BowersC. A. (1969). The progressive educator and the depression: The radical years.New York: Random House.
2.
ButtsR. F. (1980). The revival of civic learning.Bloomington: Phi Delta Kappa Educational Foundation.
3.
CarboneP. F.Jr. (1977). The social and educational thought of Harold Rugg.Durham, NC: Duke University Press.
4.
CohenR. D. (1982). American public schooling.Trends in History,3(Winter), 1–14.
5.
CohenR. D., & MohlR. A. (1979). The paradox of progressive education: The Gary plan and urban schooling.Port Washington, NY: Kennikat Press.
6.
ConnellW. F. (1980). A history of education in the modern world.New York: Teachers College Press.
7.
CreminL. A. (1964). The transformation of the school: Progressivism in American education, 1876–1957.New York: Vintage Books.
8.
DennisL. J., & EatonW. E. (1980). George S. Counts: Education for a new age.Carbondale: Southern Illinois University Press.
9.
FeinbergW. (1975). Reason and rhetoric: The intellectual foundations of twentieth century educational policy.New York: John Wiley and Sons.
10.
GoodenowR. K. (1975). The progressive educator, race and ethnicity in the depression years: An overview.History of Education Quarterly,15(Winter), 365–394.
11.
GoodenowR. K. (1980). Progressive educators and the Native American.History of Education Quarterly20(Summer), 207–216.
12.
GoodenowR. K. (1981). The southern progressive educator on race and pluralism: The case of William Heard Kilpatrick.History of Education Quarterly,21(Summer), 147–170.
13.
GoodenowR. K. (1983). To build a new world: Toward two case studies on transfer in the twentieth century.Compare,13(Summer), 43–59.
14.
GoodenowR. K., & RavitchD. (1983). Schools in cities: Consensus and conflict in American educational history.New York: Holmes and Meier.
15.
GrahamP. A. (1967). Progressive education: From Arcady to academe: A history of the Progressive Education Association, 1919–1955.New York: Teachers College Press.
16.
MontaltoN. V. (1982). The intercultural education movement, 1924–41: The growth of tolerance as a form of intolerance. In WeissB. J. (Ed.), American education and the European immigrant: 1840–1940.Urbana: University of Illinois Press pp. 142–160.
17.
RavitchD. (1984). The troubled crusade: American education 1945–1980.New York: Basic Books.
18.
SandersJ. (1983). Education and the city: Urban community study. In BestJ. H. (Ed.), Historical inquiry in education: A research agenda (pp. 211–229). Washington: American Educational Research Association.
19.
SilverH. (1980). Education and the social condition.London and New York: Methuen.
20.
SilverH. (1983). Education as history.London and New York: Methuen.
21.
SimmonsJ. (1983). Better schools: International lessons for reform.New York: Praeger.
22.
SzaszM. (1974). Education and the American Indian: The road to self-determination, 1928–1973.Albuquerque: University of New Mexico Press.
23.
TyackD. (1974). The one best system: A history of American urban education.Cambridge: Harvard University Press.
24.
TyackD., & HansotE. (1982), Managers of virtue.New York: Basic Books.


*WORK TO BE COMPLETED*.
Transcribe each record as written.

(DATA EXTRACT Opens)

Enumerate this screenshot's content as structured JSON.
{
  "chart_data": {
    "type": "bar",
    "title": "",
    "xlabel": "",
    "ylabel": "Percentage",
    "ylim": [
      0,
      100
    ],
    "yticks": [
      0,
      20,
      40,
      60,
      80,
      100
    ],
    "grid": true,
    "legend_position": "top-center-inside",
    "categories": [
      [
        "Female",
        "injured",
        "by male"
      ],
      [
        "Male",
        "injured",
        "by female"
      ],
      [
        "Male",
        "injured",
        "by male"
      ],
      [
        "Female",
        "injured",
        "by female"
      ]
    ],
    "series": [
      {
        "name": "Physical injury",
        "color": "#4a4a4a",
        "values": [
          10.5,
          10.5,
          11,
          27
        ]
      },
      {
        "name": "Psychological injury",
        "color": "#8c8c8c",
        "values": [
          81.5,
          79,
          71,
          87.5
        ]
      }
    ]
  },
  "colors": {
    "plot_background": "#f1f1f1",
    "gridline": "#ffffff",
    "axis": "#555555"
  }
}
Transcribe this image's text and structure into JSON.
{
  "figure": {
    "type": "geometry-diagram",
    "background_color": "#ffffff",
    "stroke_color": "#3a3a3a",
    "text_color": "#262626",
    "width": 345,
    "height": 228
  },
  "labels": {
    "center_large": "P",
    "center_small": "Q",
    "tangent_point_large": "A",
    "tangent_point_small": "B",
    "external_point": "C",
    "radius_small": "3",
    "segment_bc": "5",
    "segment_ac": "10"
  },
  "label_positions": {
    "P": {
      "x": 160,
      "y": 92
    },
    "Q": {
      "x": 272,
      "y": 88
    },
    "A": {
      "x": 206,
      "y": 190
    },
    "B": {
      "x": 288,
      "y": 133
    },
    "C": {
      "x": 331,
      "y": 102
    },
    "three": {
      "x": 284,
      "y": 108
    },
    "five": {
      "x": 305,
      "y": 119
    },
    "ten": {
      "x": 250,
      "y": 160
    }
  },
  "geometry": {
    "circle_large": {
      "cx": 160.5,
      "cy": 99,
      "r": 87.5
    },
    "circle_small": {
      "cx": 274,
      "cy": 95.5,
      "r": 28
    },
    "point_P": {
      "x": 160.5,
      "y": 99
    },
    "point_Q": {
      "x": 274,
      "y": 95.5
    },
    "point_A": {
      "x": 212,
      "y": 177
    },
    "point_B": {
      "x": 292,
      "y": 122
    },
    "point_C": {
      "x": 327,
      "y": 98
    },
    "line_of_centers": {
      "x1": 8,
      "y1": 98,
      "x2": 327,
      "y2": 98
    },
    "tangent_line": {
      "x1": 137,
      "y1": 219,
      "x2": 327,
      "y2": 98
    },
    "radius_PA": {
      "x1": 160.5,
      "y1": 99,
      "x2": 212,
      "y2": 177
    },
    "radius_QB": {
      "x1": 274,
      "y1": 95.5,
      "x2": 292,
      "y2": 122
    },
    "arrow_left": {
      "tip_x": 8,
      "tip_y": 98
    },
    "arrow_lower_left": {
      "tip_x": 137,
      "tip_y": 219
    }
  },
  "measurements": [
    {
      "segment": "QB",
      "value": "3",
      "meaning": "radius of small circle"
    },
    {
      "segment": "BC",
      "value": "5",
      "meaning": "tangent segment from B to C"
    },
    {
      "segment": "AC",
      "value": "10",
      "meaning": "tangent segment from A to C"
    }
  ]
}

(DATA EXTRACT Closes)

*RESULT BELOW*.
Enumerate this screenshot's content as structured JSON.
{
  "chart_data": {
    "type": "bar",
    "title": "",
    "xlabel": "",
    "ylabel": "Percentage",
    "ylim": [
      0,
      100
    ],
    "yticks": [
      0,
      20,
      40,
      60,
      80,
      100
    ],
    "grid": true,
    "legend_position": "top-center-inside",
    "categories": [
      [
        "Female",
        "injured",
        "by male"
      ],
      [
        "Male",
        "injured",
        "by female"
      ],
      [
        "Male",
        "injured",
        "by male"
      ],
      [
        "Female",
        "injured",
        "by female"
      ]
    ],
    "series": [
      {
        "name": "Physical injury",
        "color": "#4a4a4a",
        "values": [
          10.5,
          10.5,
          11,
          27
        ]
      },
      {
        "name": "Psychological injury",
        "color": "#8c8c8c",
        "values": [
          81.5,
          79,
          71,
          87.5
        ]
      }
    ]
  },
  "colors": {
    "plot_background": "#f1f1f1",
    "gridline": "#ffffff",
    "axis": "#555555"
  }
}
Transcribe this image's text and structure into JSON.
{
  "figure": {
    "type": "geometry-diagram",
    "background_color": "#ffffff",
    "stroke_color": "#3a3a3a",
    "text_color": "#262626",
    "width": 345,
    "height": 228
  },
  "labels": {
    "center_large": "P",
    "center_small": "Q",
    "tangent_point_large": "A",
    "tangent_point_small": "B",
    "external_point": "C",
    "radius_small": "3",
    "segment_bc": "5",
    "segment_ac": "10"
  },
  "label_positions": {
    "P": {
      "x": 160,
      "y": 92
    },
    "Q": {
      "x": 272,
      "y": 88
    },
    "A": {
      "x": 206,
      "y": 190
    },
    "B": {
      "x": 288,
      "y": 133
    },
    "C": {
      "x": 331,
      "y": 102
    },
    "three": {
      "x": 284,
      "y": 108
    },
    "five": {
      "x": 305,
      "y": 119
    },
    "ten": {
      "x": 250,
      "y": 160
    }
  },
  "geometry": {
    "circle_large": {
      "cx": 160.5,
      "cy": 99,
      "r": 87.5
    },
    "circle_small": {
      "cx": 274,
      "cy": 95.5,
      "r": 28
    },
    "point_P": {
      "x": 160.5,
      "y": 99
    },
    "point_Q": {
      "x": 274,
      "y": 95.5
    },
    "point_A": {
      "x": 212,
      "y": 177
    },
    "point_B": {
      "x": 292,
      "y": 122
    },
    "point_C": {
      "x": 327,
      "y": 98
    },
    "line_of_centers": {
      "x1": 8,
      "y1": 98,
      "x2": 327,
      "y2": 98
    },
    "tangent_line": {
      "x1": 137,
      "y1": 219,
      "x2": 327,
      "y2": 98
    },
    "radius_PA": {
      "x1": 160.5,
      "y1": 99,
      "x2": 212,
      "y2": 177
    },
    "radius_QB": {
      "x1": 274,
      "y1": 95.5,
      "x2": 292,
      "y2": 122
    },
    "arrow_left": {
      "tip_x": 8,
      "tip_y": 98
    },
    "arrow_lower_left": {
      "tip_x": 137,
      "tip_y": 219
    }
  },
  "measurements": [
    {
      "segment": "QB",
      "value": "3",
      "meaning": "radius of small circle"
    },
    {
      "segment": "BC",
      "value": "5",
      "meaning": "tangent segment from B to C"
    },
    {
      "segment": "AC",
      "value": "10",
      "meaning": "tangent segment from A to C"
    }
  ]
}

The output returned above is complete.